Saturday, January 13, 2007

LA Times: Romney's Religious Rights

Tim Rutten has an interesting op-ed on Mitt Romney in today's Los Angeles Times. In response to the recent articles in Slate and The New Republic, Rutten argues that while Romney's record is certainly fair game, his faith is unfairly being used against him. Here are a few snippets (the full article can be found here):
[I]t's been nearly half a century since our political journalism has witnessed anything quite as breathtakingly noxious and offensive as the current attempt to discredit Mitt Romney, a potential Republican presidential candidate, because the Massachusetts governor is a Mormon....

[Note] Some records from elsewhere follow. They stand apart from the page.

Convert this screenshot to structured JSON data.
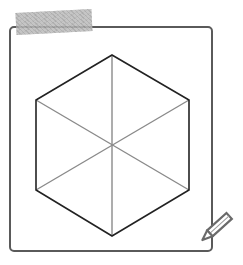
{
  "header": {
    "clipped_text": "‾‾ ‾ ‾ ‾‾ ‾ ‾"
  },
  "figure": {
    "hexagon": {
      "vertices": [
        [
          112,
          55
        ],
        [
          189,
          100
        ],
        [
          189,
          190
        ],
        [
          112,
          236
        ],
        [
          36,
          190
        ],
        [
          36,
          100
        ]
      ],
      "center": [
        112,
        146
      ],
      "stroke": "#222222"
    },
    "diagonals": {
      "stroke": "#8a8a8a",
      "lines": [
        [
          [
            112,
            55
          ],
          [
            112,
            236
          ]
        ],
        [
          [
            36,
            100
          ],
          [
            189,
            190
          ]
        ],
        [
          [
            189,
            100
          ],
          [
            36,
            190
          ]
        ]
      ]
    },
    "frame_color": "#5a5a5a",
    "tape_color": "#b9b9b9",
    "icons": {
      "tape": "tape-strip",
      "pencil": "pencil-icon"
    }
  }
}
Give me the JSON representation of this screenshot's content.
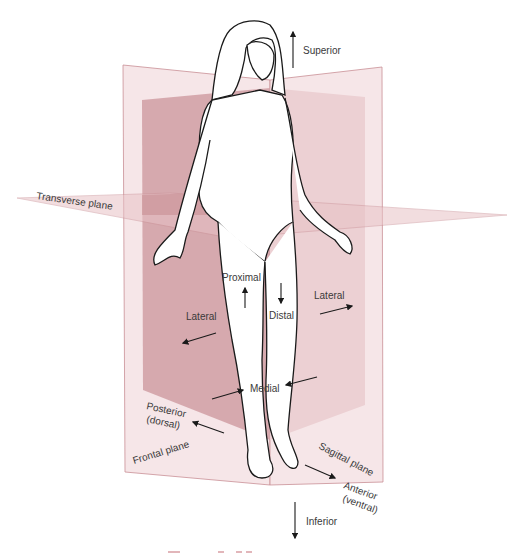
{
  "diagram": {
    "type": "anatomical-planes-and-directional-terms",
    "colors": {
      "plane_outline": "#c98f95",
      "plane_light": "#f3dfe1",
      "plane_mid": "#e8c2c6",
      "plane_dark": "#c98f95",
      "figure_outline": "#1a1a1a",
      "text": "#3a3a3a",
      "caption": "#c0555d"
    },
    "planes": {
      "transverse": "Transverse plane",
      "frontal": "Frontal plane",
      "sagittal": "Sagittal plane"
    },
    "directions": {
      "superior": "Superior",
      "inferior": "Inferior",
      "proximal": "Proximal",
      "distal": "Distal",
      "lateral_left": "Lateral",
      "lateral_right": "Lateral",
      "medial": "Medial",
      "posterior_line1": "Posterior",
      "posterior_line2": "(dorsal)",
      "anterior_line1": "Anterior",
      "anterior_line2": "(ventral)"
    }
  }
}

Religious belief is a matter of conscience and if there is no privacy of conscience there is no separation of church and state, a principle both Slate and the New Republic claim to defend. Do the editors of those journals really want to take us back to the 1960s, when as many as one American in four said they never would vote for a Catholic or a Jew for president? Not likely.

What both journals are doing is playing with social fire for the sake of narrow partisan advantage, hoping to knock a potentially attractive conservative candidate out of the running in much the same way that some Republican commentators desperately attempted to prod some Catholic bishop somewhere into denying Democratic presidential candidate John Kerry communion because he's pro-choice.

That effort didn't succeed and this one probably won't either because an instinctively tolerant American people understands the difference between legitimate journalistic inquiry and an inquisition.